DRUGS for one patient are going to cost the cash-strapped Suffolk health service more than £160,000 a year, the Evening Star can reveal.The new drugs used to treat the rare Anderson Fabry's Disease, which affects only about 200 men in the country, have been trialled and were due to be licensed last month so drug companies are now withdrawing their support.

By Tracey Sparling

DRUGS for one patient are going to cost the cash-strapped Suffolk health service more than £160,000 a year, the Evening Star can reveal.

The new drugs used to treat the rare Anderson Fabry's Disease, which affects only about 200 men in the country, have been trialled and were due to be licensed last month so drug companies are now withdrawing their support.

But for one man in Suffolk, whose identity remains confidential, the treatment must continue to save his life.

Suffolk Health's director or corporate services Jane Rutherford and Mark Millar, director of finance and commissioning, will tell board members at their meeting tomorrow that the health authority has been approached to pick up the bill.

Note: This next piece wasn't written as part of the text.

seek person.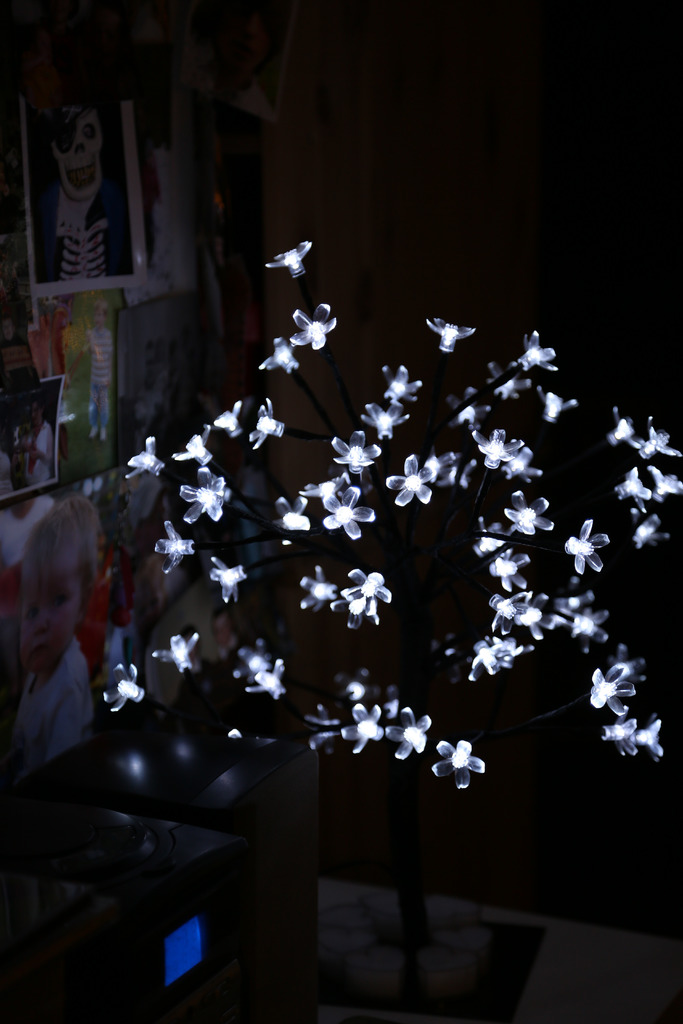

Their report states: "We have been approached to pick up the annual drug costs for one patient, at a cost of £162,000. There appears to be no option but to support this funding request.

"Without treatment the condition proves fatal in middle age. Evidence suggests that with treatment, deterioration can be halted and even reversed."

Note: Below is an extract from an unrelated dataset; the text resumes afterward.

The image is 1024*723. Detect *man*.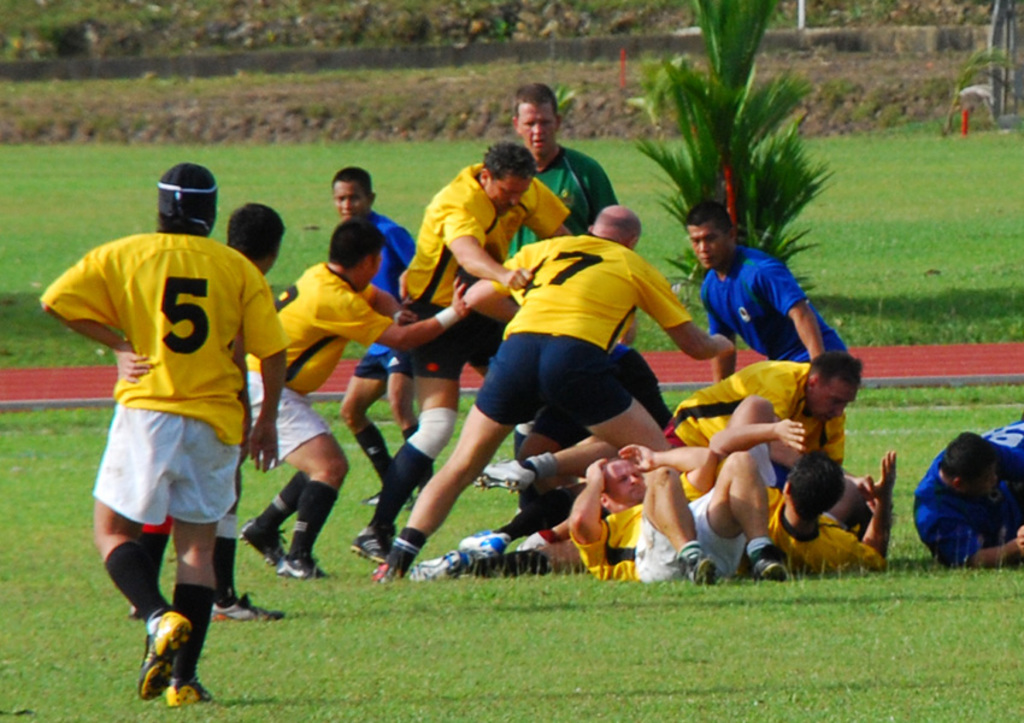
Detection: 922/415/1023/562.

But the cost will have to be met from a tight budget, as Primary Care Trusts take over spending responsibility from Suffolk Health which ends on Sunday.

Suffolk health's chairwoman Joanna Spicer has said she wished the authority enjoyed a better financial position as its time ran out. Overspending – mostly due to prescribing – is set to reach £4.626 million at the end of March.

The troubled cash situation will continue after the changeover.

The 2002/03 budget of £515,197 million will be split between the five new primary care trusts – Ipswich, Central Suffolk, Suffolk West, Suffolk Coastal and Waveney. There have been protests that the financial year is starting out with less money than is needed to do the job.

Factfile:

Anderson Fabry's Disease:

It is a rare, inheritable, progressive, life-shortening metabolic disease.

Metabolic diseases occur where there is a metabolic block because a catalyst or enzyme, necessary to perform essential chemical reactions in the body, is absent or malfunctioning. In this case, -galactosidase deficiency.

This defect results in the build up of ceramide (a fatty substance) in the tissues and organs.

Characteristic features include inability to sweat and shooting pains in the arms and legs, which develop in childhood. There may also be unexplained episodes of raised temperature.

Diagnosis is rarely made before the late teens when a characteristic purplish rash appears on the bottom or around the genital area.

Later complications of the condition are strokes, heart disease, gut disturbance and renal failure.

The condition presents with attacks and remissions. Dementia associated with brain blood flow may occur.

Some women who carry the condition may suffer from pains, but other complications in women are rare.